Orlov’s sojourn east, in search of his grandmother, eventually evolved into a hunt for the man who had caused her harm, Commissar Molla. It took the Chief to a place called Kizlyar, where Molla’s men picked him up and sent him to a prison near Baku. Along the way he left clues in the history, particularly a journal note that a very keen eyed navigator used to find him. If Orlov had not gone east like that, then Fedorov would have never made the journey west along the Siberian rail line to try and rescue him and return him to his own time. He would have never found the back stairway of the Inn at Ilanskiy, and never met young Mironov, Sergei Kirov.
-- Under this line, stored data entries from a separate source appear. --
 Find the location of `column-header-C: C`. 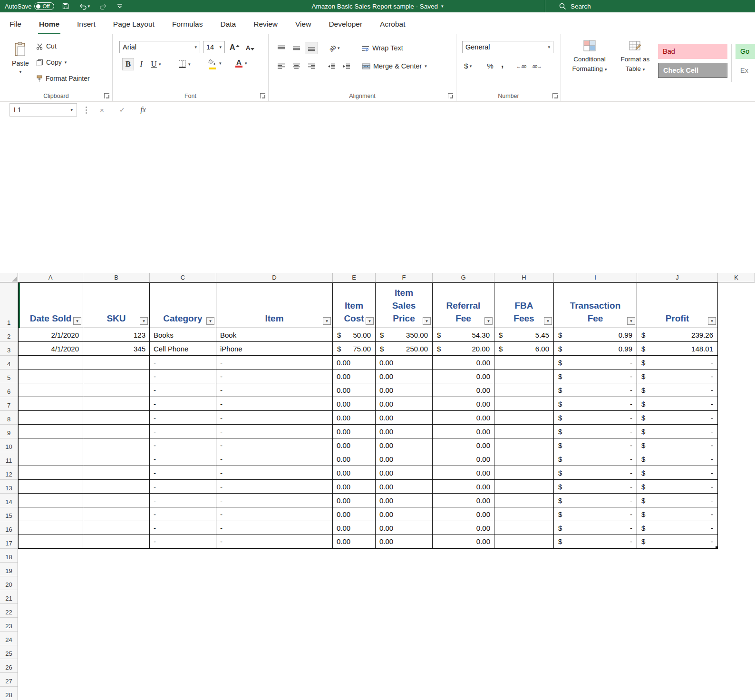

column-header-C: C is located at coordinates (183, 278). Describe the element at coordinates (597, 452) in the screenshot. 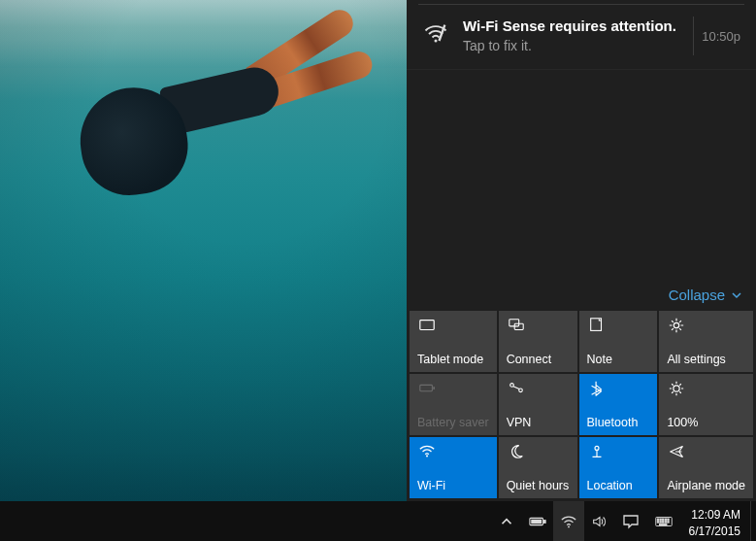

It was that meeting, and the careless whisper of warning in Mironov’s ear, that saw this world now shattered in pieces, altered states, skewed history that was becoming more and more unrecognizable with each turn of Kirov’s screws in the turbulent waters of this war.
All that depended on the man now standing on the bridge of the Destroyer Icarus , Colin Douglas Maud. Or was it Werner Czygan aboard U-118, and his decision to alter his tactics and lay those mines instead of hunting with his torpedoes? It was that choice that sent Icarus and Maud to the Duero in the first place. Who could say where the seed of causality was really hidden in the garden? Time was tormented by these circuitous loops and changes, like unseasonable rain that caused things to grow and bloom that were never meant to be. It remained to be seen what part Maud would now be asked to play in this hour, here in May of 1941, long before he ever lived out those events that so altered the history of the world—events that he might never see now.
Out there on the grey horizon, another shadow loomed, the tall mainmast and conning tower of Kaiser Wilhelm becoming more prominent with each passing minute. Maud looked at it with narrow eyed respect. He knew his ships were no match for a fast German raider, but here he was, and with the fate of a fleet carrier riding in the balance.
Glorious had turned south, he knew, and now we have to buy her the time she needs to make good her escape. We’re not likely to hurt that ship out there with our deck guns. They’ll have us in range long before our guns can engage. The only thing we’ve got that matters here are those nice fat 21-inch torpedoes. Between the three of us we’ve all of thirty fish aboard, and that will make one mean spread for that enemy ship to avoid out there. But to launch torpedoes that will have any chance of posing a real threat, we have to get in close. The range of our torpedoes is only 5000 meters, and between here and there, it’s all guts and glory.